Jerry was leaning against the doorframe with his arms crossed, wearing a smile she couldn’t parse.
“No, I think you probably need the pizza.”
“I eat.”
“Right.” He shut the door.
She forced out a long exhale, and turned back around. She finished the beer and it made her feel a bit less sprung, not that she had much experience with that, but she assumed that’s what the feeling was. She’d never been a woman who gave into carnal desires, and hadn’t planned on igniting that downward spiral a
nytime soon. The last thing she needed in her life was more distractions.
“Keep your eyes on the prize. This is about work.”
Said aloud, the idea was fucking ridiculous, even to her.
She’d always been so good at compartmentalizing, but now that Jerry was on her radar screen, she might have to work actively at ignoring his little blip.
He made a damned sexy little blip.
CHAPTER SIX
“Guys are gone.” Jerry pushed the bedroom door open to find Trinity still slumped in his chair, this time wearing his headphones and staring intently at one of his monitors.

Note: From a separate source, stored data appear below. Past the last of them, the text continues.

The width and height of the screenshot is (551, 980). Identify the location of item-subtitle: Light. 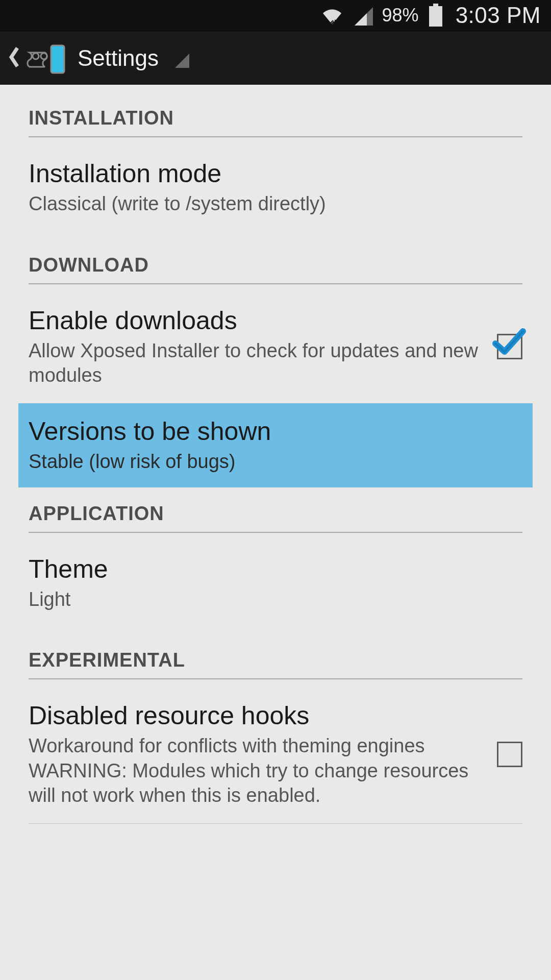
(276, 599).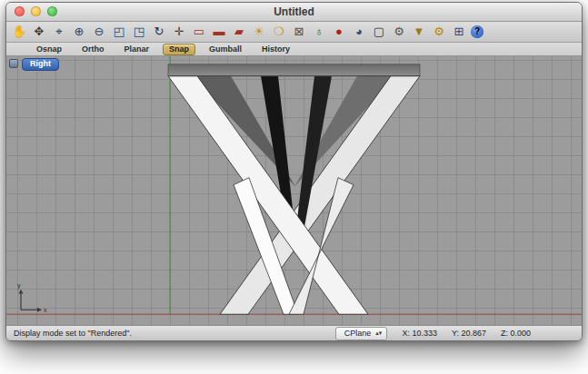 Image resolution: width=588 pixels, height=374 pixels. Describe the element at coordinates (45, 310) in the screenshot. I see `x-axis-label: x` at that location.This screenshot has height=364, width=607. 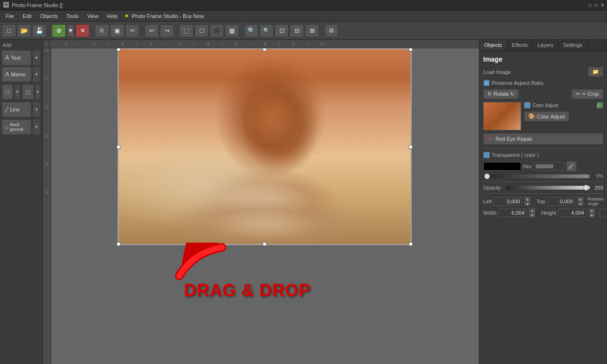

Half asleep, she spun slowly to face him, rubbing her eyes and stifling a yawn. She had a pile of his real estate listings on her lap, which she quickly discarded. “I didn’t notice the living room had gone quiet,” she said.
“So, how have you been entertaining yourself these past couple of hours?” He eased around the bed corner and handed her an uncapped beer.
She took a small sip before setting the bottle on the desk. “Well, I played a bunch of solitaire, and when that got boring I…” Her cheeks reddened. “I noticed the MLS listings, so I pulled them up online for a closer look.”
“Oh.” He sat on the bed and leaned back against his pillows, crossing his legs at the ankles. Felt good to be horizontal after the day he’d had. “That fun for you?”
She shrugged. “I wouldn’t say fun. More like interesting. I guess I’m a bit of a voyeur.” She tapped the stack of papers. “I recognized some of the houses, knew the people who lived in them…at least used to. I was curious about what they looked like inside.”
“Ah.”
“Are you moving?” Trinity furrowed her brow.
“One way or another. This is a less than ideal situation. Did you think I wanted to live in a trailer in my parents’ side yard for the rest of my life?”
Her eyes made big O’s.
Ah, she had thought that. He chuckled.
“Well, I…I dunno. Why do you live in a trailer in your parents’ side yard? Why not in the house?”
He picked at the peeling label of his beer bottle with his thumbnail. “Let’s just say my mother doesn’t agree with my lifestyle choices.”